I've installed Beatrix on my laptop and it's fully noice. I've always had problems getting Ubuntu to run happily because 256MB just doesn't cut it anymore. Beatrix is part Knoppix, part Ubuntu, part custom-Beatrix fun. It's very fast. From the command line vi now opens in a snap. Opening vi had become a little ridiculous on Dapper.
So I get all the niceness and convenience of special, modern things like Ubuntu, and the speediness of those other distros like arch and Gentoo, that rather frighten me. Yay for that Watsky fellow.
You know, I hate this stuff.
It’s crap.
It’s just making it hard for me.
Hard to stay with Windows because “Linux Is Less Friendly”. I hate it when my arguments are completely voided and swept off the table with such rigor.
So, given the obvious thing that this still won’t run things like Photoshop, Illustrator, Flash, Metasequoia, Bryce, Maya, GTA:SA… do you think it’s wise for me to Make The Switch and switch back to Win when I need to do something special?
Are there file(-system) incompatibilities between Beatrix and XP? I mean, do I need to make a new partition formatted especially for Beatrix data? Surely all my current files are accessible by Beatrix when I’ve live-CD’d from it? (I understand that it’ll take another partition and boot menu crap if I wanted it to be a local installation)
PS.
Beatrix is the name of our queen. She’s a respectable person. That speaks for Beatrix Linux. :)
Wil / 2:38am / 28 August 2006
Ubuntu is better, if you’re looking for goodness. Beatrix is better if you’re looking for speediness and simpleness. But it’s harder to put new software on, because it’s based on a much older version of Debian.
I would stay with Windows. I think Windows XP is about as good as Ubuntu. I’d switch to save money, or for programming. But otherwise, I wouldn’t bother. Windows is still less spongy than Gnome as well.
Beatrix should read (and write with difficulty) NTFS. Although I use FAT for data partitions because it saves hassles. And yes, you will need a new partition to install it. The live CD is pretty fast, but probably not super productive for your sort of work.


[What you have to do]: Take the lines below from the one with "Image is 838x458 pixels." through the one with "Image is 980x486 pixels." and print only them, exactly. Don't print the pictures.

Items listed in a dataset
# # #
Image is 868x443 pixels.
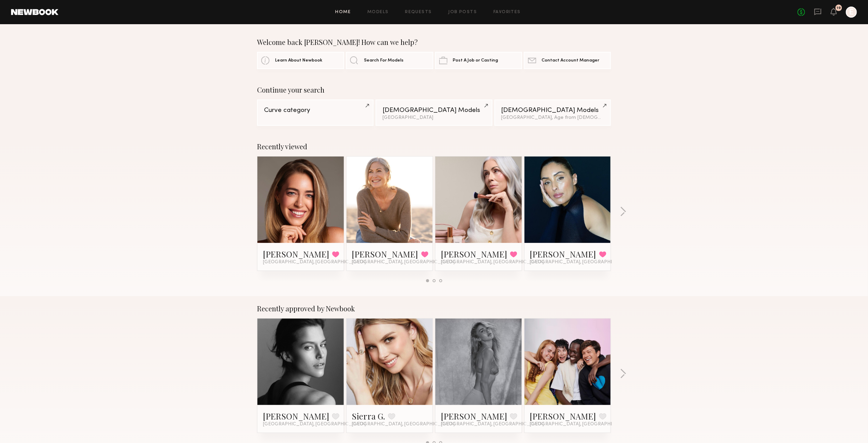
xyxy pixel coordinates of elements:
span: [GEOGRAPHIC_DATA], [GEOGRAPHIC_DATA] [530,260,633,265]
a: Post A Job or Casting [435,52,522,69]
a: [DEMOGRAPHIC_DATA] Models[GEOGRAPHIC_DATA], Age from [DEMOGRAPHIC_DATA]. [495,100,611,126]
div: Recently viewed [257,142,611,151]
span: [GEOGRAPHIC_DATA], [GEOGRAPHIC_DATA] [441,422,544,427]
div: [DEMOGRAPHIC_DATA] Models [382,107,485,114]
a: Requests [405,10,432,15]
a: [PERSON_NAME] [263,410,329,422]
div: Curve category [264,107,366,114]
a: [PERSON_NAME] [530,410,597,422]
div: [DEMOGRAPHIC_DATA] Models [502,107,604,114]
a: [PERSON_NAME] [530,248,597,260]
a: [PERSON_NAME] [441,248,507,260]
a: Sierra G. [352,410,385,422]
span: [GEOGRAPHIC_DATA], [GEOGRAPHIC_DATA] [263,422,366,427]
span: Contact Account Manager [542,59,599,63]
span: Search For Models [364,59,403,63]
a: [DEMOGRAPHIC_DATA] Models[GEOGRAPHIC_DATA] [376,100,492,126]
span: Learn About Newbook [275,59,322,63]
span: [GEOGRAPHIC_DATA], [GEOGRAPHIC_DATA] [352,422,455,427]
div: Welcome back [PERSON_NAME]! How can we help? [257,38,611,47]
a: Favorites [493,10,521,15]
a: Curve category [257,100,373,126]
a: [PERSON_NAME] [441,410,507,422]
div: [GEOGRAPHIC_DATA], Age from [DEMOGRAPHIC_DATA]. [502,116,604,120]
a: Contact Account Manager [524,52,611,69]
span: Post A Job or Casting [453,59,498,63]
a: [PERSON_NAME] [263,248,329,260]
div: Continue your search [257,86,611,94]
span: [GEOGRAPHIC_DATA], [GEOGRAPHIC_DATA] [530,422,633,427]
div: Recently approved by Newbook [257,304,611,313]
span: [GEOGRAPHIC_DATA], [GEOGRAPHIC_DATA] [441,260,544,265]
a: Search For Models [346,52,433,69]
span: [GEOGRAPHIC_DATA], [GEOGRAPHIC_DATA] [263,260,366,265]
a: Learn About Newbook [257,52,344,69]
a: [PERSON_NAME] [352,248,419,260]
span: [GEOGRAPHIC_DATA], [GEOGRAPHIC_DATA] [352,260,455,265]
a: Models [368,10,389,15]
a: Job Posts [449,10,477,15]
a: Home [336,10,351,15]
div: [GEOGRAPHIC_DATA] [382,116,485,120]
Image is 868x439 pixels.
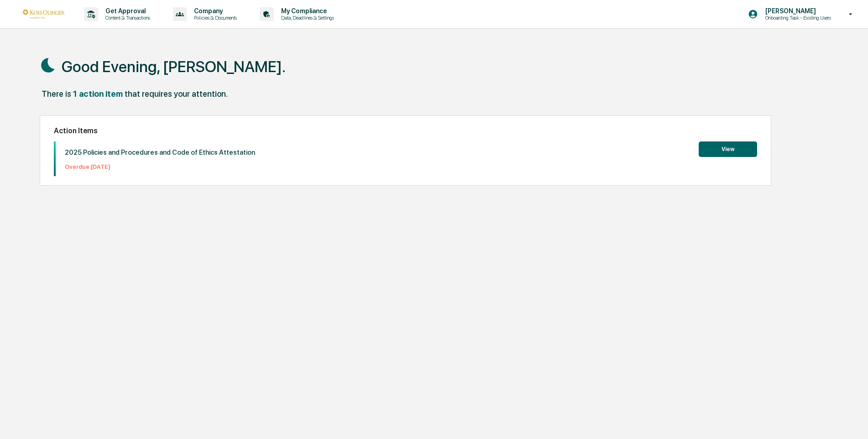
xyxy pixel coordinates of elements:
[61,57,286,76] h1: Good Evening, [PERSON_NAME].
[42,89,71,99] div: There is
[758,14,835,21] p: Onboarding Task - Existing Users
[125,89,228,99] div: that requires your attention.
[758,7,835,14] p: [PERSON_NAME]
[65,163,255,171] p: Overdue: [DATE]
[187,7,241,14] p: Company
[54,127,757,135] h2: Action Items
[698,144,757,153] a: View
[98,7,155,14] p: Get Approval
[73,89,123,99] div: 1 action item
[22,10,66,18] img: logo
[273,7,339,14] p: My Compliance
[273,14,339,21] p: Data, Deadlines & Settings
[698,142,757,157] button: View
[187,14,241,21] p: Policies & Documents
[65,148,255,157] p: 2025 Policies and Procedures and Code of Ethics Attestation
[98,14,155,21] p: Content & Transactions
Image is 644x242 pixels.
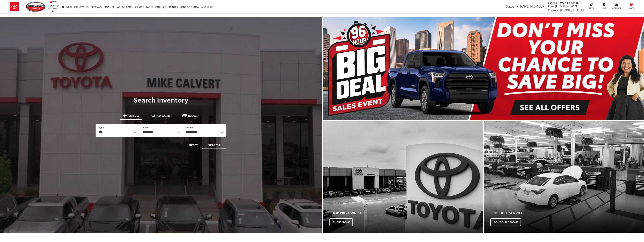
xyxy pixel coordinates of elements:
[548,4,554,8] span: Parts
[323,121,483,233] div: Toyota
[16,95,307,103] h3: Search Inventory
[330,211,483,215] h4: Shop Pre-Owned
[612,7,621,9] span: Contact
[186,126,193,129] label: Model
[330,218,353,226] span: Shop Now
[129,114,140,117] span: Vehicle
[548,8,559,12] span: Collision
[515,4,546,8] span: [PHONE_NUMBER]
[484,121,644,233] div: Toyota
[142,126,148,129] label: Make
[506,4,514,8] span: Sales
[555,4,579,8] span: [PHONE_NUMBER]
[491,218,521,226] span: Schedule Now
[26,2,46,12] img: Mike Calvert Toyota
[484,121,644,233] a: Schedule Service Schedule Now
[548,1,557,4] span: Service
[157,114,170,117] span: Keyword
[587,7,596,9] span: Service
[202,140,226,149] button: Search
[628,7,636,9] span: Saved
[186,140,201,149] button: Reset
[600,7,608,9] span: Map
[99,126,104,129] label: Type
[491,211,644,215] h4: Schedule Service
[558,1,581,4] span: [PHONE_NUMBER]
[188,114,199,117] span: Budget
[560,8,584,12] span: [PHONE_NUMBER]
[323,121,483,233] a: Shop Pre-Owned Shop Now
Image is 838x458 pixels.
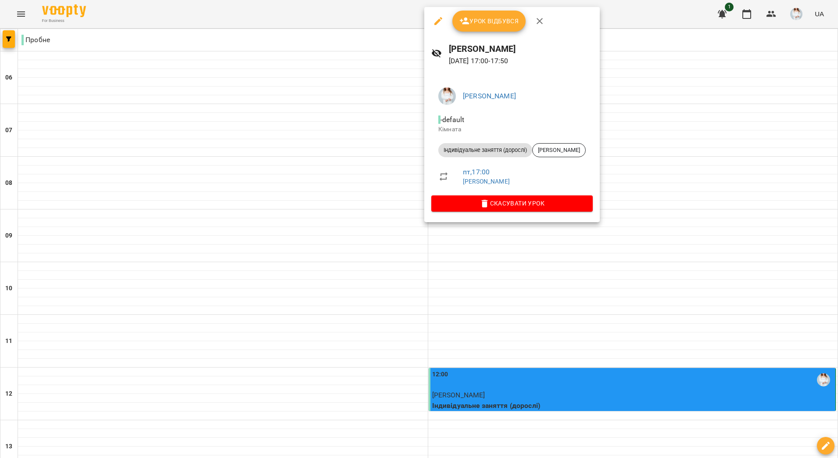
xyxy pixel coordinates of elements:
[453,11,526,32] button: Урок відбувся
[460,16,519,26] span: Урок відбувся
[532,143,586,157] div: [PERSON_NAME]
[439,198,586,209] span: Скасувати Урок
[439,115,466,124] span: - default
[449,56,593,66] p: [DATE] 17:00 - 17:50
[431,195,593,211] button: Скасувати Урок
[439,87,456,105] img: 31cba75fe2bd3cb19472609ed749f4b6.jpg
[449,42,593,56] h6: [PERSON_NAME]
[463,168,490,176] a: пт , 17:00
[439,146,532,154] span: Індивідуальне заняття (дорослі)
[533,146,586,154] span: [PERSON_NAME]
[463,178,510,185] a: [PERSON_NAME]
[439,125,586,134] p: Кімната
[463,92,516,100] a: [PERSON_NAME]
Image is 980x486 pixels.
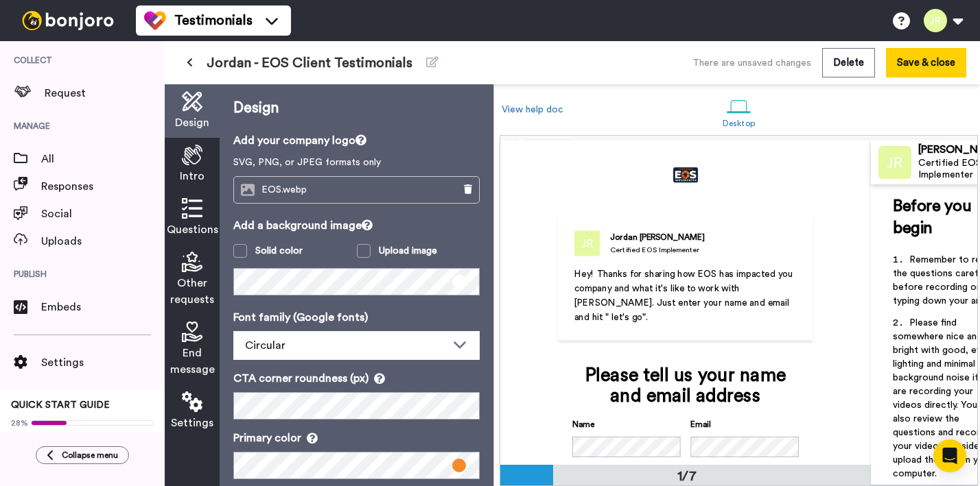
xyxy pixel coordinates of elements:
span: Jordan - EOS Client Testimonials [206,53,412,73]
p: Design [233,98,479,119]
img: Certified EOS Implementer [574,230,601,257]
div: Solid color [255,244,303,258]
span: Settings [171,415,214,431]
span: Collapse menu [62,450,118,460]
span: Before you begin [893,198,976,236]
span: Request [44,85,165,102]
span: Upload existing testimonials [11,431,153,443]
span: Settings [41,354,165,371]
img: Profile Image [878,146,911,179]
img: bj-logo-header-white.svg [17,11,120,30]
div: Certified EOS Implementer [610,244,704,255]
span: Social [41,205,165,222]
p: Primary color [233,430,479,446]
label: Name [572,418,595,430]
img: 110a416f-1ef5-4dba-b5e3-300df577a8d6 [671,163,700,184]
div: 1/7 [654,467,719,486]
p: Add a background image [233,218,479,234]
button: Save & close [886,48,966,78]
label: Email [690,418,711,430]
div: Open Intercom Messenger [933,439,966,473]
p: Font family (Google fonts) [233,309,479,326]
span: Questions [167,221,218,238]
span: Uploads [41,233,165,250]
p: CTA corner roundness (px) [233,370,479,387]
div: There are unsaved changes [692,57,811,70]
span: Embeds [41,299,165,315]
img: tm-color.svg [144,10,166,32]
span: Testimonials [175,11,253,30]
span: Circular [245,340,285,351]
button: Delete [822,48,875,78]
div: Upload image [378,244,437,258]
span: EOS.webp [261,184,314,196]
span: Other requests [170,275,214,308]
span: Intro [180,168,205,184]
div: Please tell us your name and email address [572,365,799,405]
a: Desktop [716,88,762,135]
button: Collapse menu [35,446,129,464]
span: End message [170,345,214,378]
p: Add your company logo [233,132,479,149]
span: QUICK START GUIDE [11,400,110,410]
a: View help doc [502,104,564,114]
span: All [41,150,165,167]
div: Jordan [PERSON_NAME] [610,231,704,243]
p: SVG, PNG, or JPEG formats only [233,156,479,169]
span: Responses [41,178,165,195]
span: 28% [11,418,28,428]
span: Design [175,114,209,131]
span: Hey! Thanks for sharing how EOS has impacted you company and what it's like to work with [PERSON_... [574,269,796,321]
div: Desktop [723,119,755,128]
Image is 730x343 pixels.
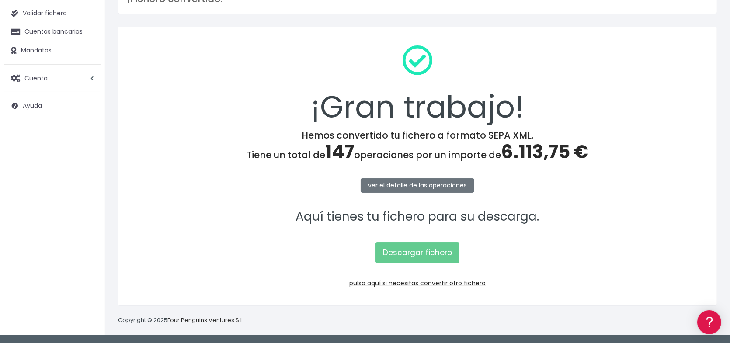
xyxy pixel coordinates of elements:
[24,73,48,82] span: Cuenta
[9,97,166,105] div: Convertir ficheros
[4,23,101,41] a: Cuentas bancarias
[4,69,101,87] a: Cuenta
[9,223,166,237] a: API
[23,101,42,110] span: Ayuda
[9,234,166,249] button: Contáctanos
[9,61,166,69] div: Información general
[501,139,588,165] span: 6.113,75 €
[4,4,101,23] a: Validar fichero
[361,178,474,193] a: ver el detalle de las operaciones
[325,139,354,165] span: 147
[349,279,485,288] a: pulsa aquí si necesitas convertir otro fichero
[9,210,166,218] div: Programadores
[9,187,166,201] a: General
[9,151,166,165] a: Perfiles de empresas
[118,316,245,325] p: Copyright © 2025 .
[4,42,101,60] a: Mandatos
[375,242,459,263] a: Descargar fichero
[9,74,166,88] a: Información general
[129,38,705,130] div: ¡Gran trabajo!
[9,173,166,182] div: Facturación
[129,130,705,163] h4: Hemos convertido tu fichero a formato SEPA XML. Tiene un total de operaciones por un importe de
[9,124,166,138] a: Problemas habituales
[9,138,166,151] a: Videotutoriales
[4,97,101,115] a: Ayuda
[120,252,168,260] a: POWERED BY ENCHANT
[129,207,705,227] p: Aquí tienes tu fichero para su descarga.
[167,316,244,324] a: Four Penguins Ventures S.L.
[9,111,166,124] a: Formatos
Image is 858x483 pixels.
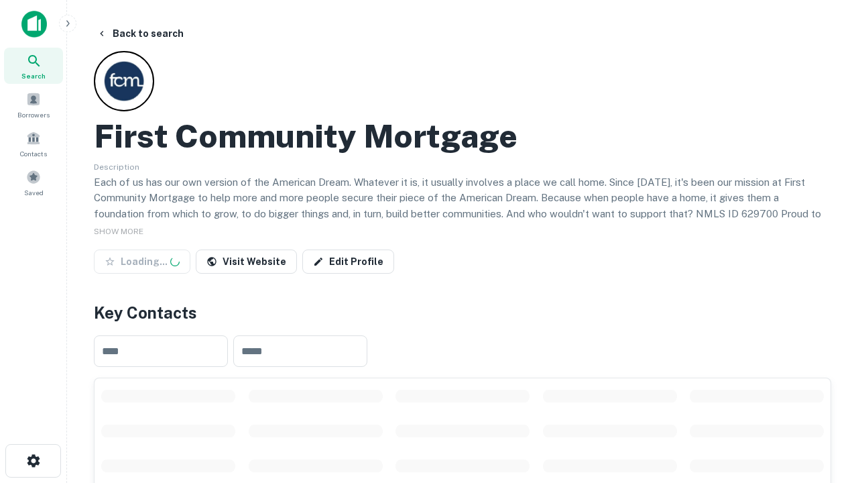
# # #
[Solved exercise]:
Image is 838x458 pixels.
xyxy pixel coordinates of elements:
[453,11,526,32] button: Урок відбувся
[460,16,519,26] span: Урок відбувся
[532,143,586,157] div: [PERSON_NAME]
[439,198,586,209] span: Скасувати Урок
[439,115,466,124] span: - default
[449,56,593,66] p: [DATE] 17:00 - 17:50
[431,195,593,211] button: Скасувати Урок
[439,87,456,105] img: 31cba75fe2bd3cb19472609ed749f4b6.jpg
[449,42,593,56] h6: [PERSON_NAME]
[463,168,490,176] a: пт , 17:00
[439,146,532,154] span: Індивідуальне заняття (дорослі)
[533,146,586,154] span: [PERSON_NAME]
[463,178,510,185] a: [PERSON_NAME]
[439,125,586,134] p: Кімната
[463,92,516,100] a: [PERSON_NAME]
Image is 980x486 pixels.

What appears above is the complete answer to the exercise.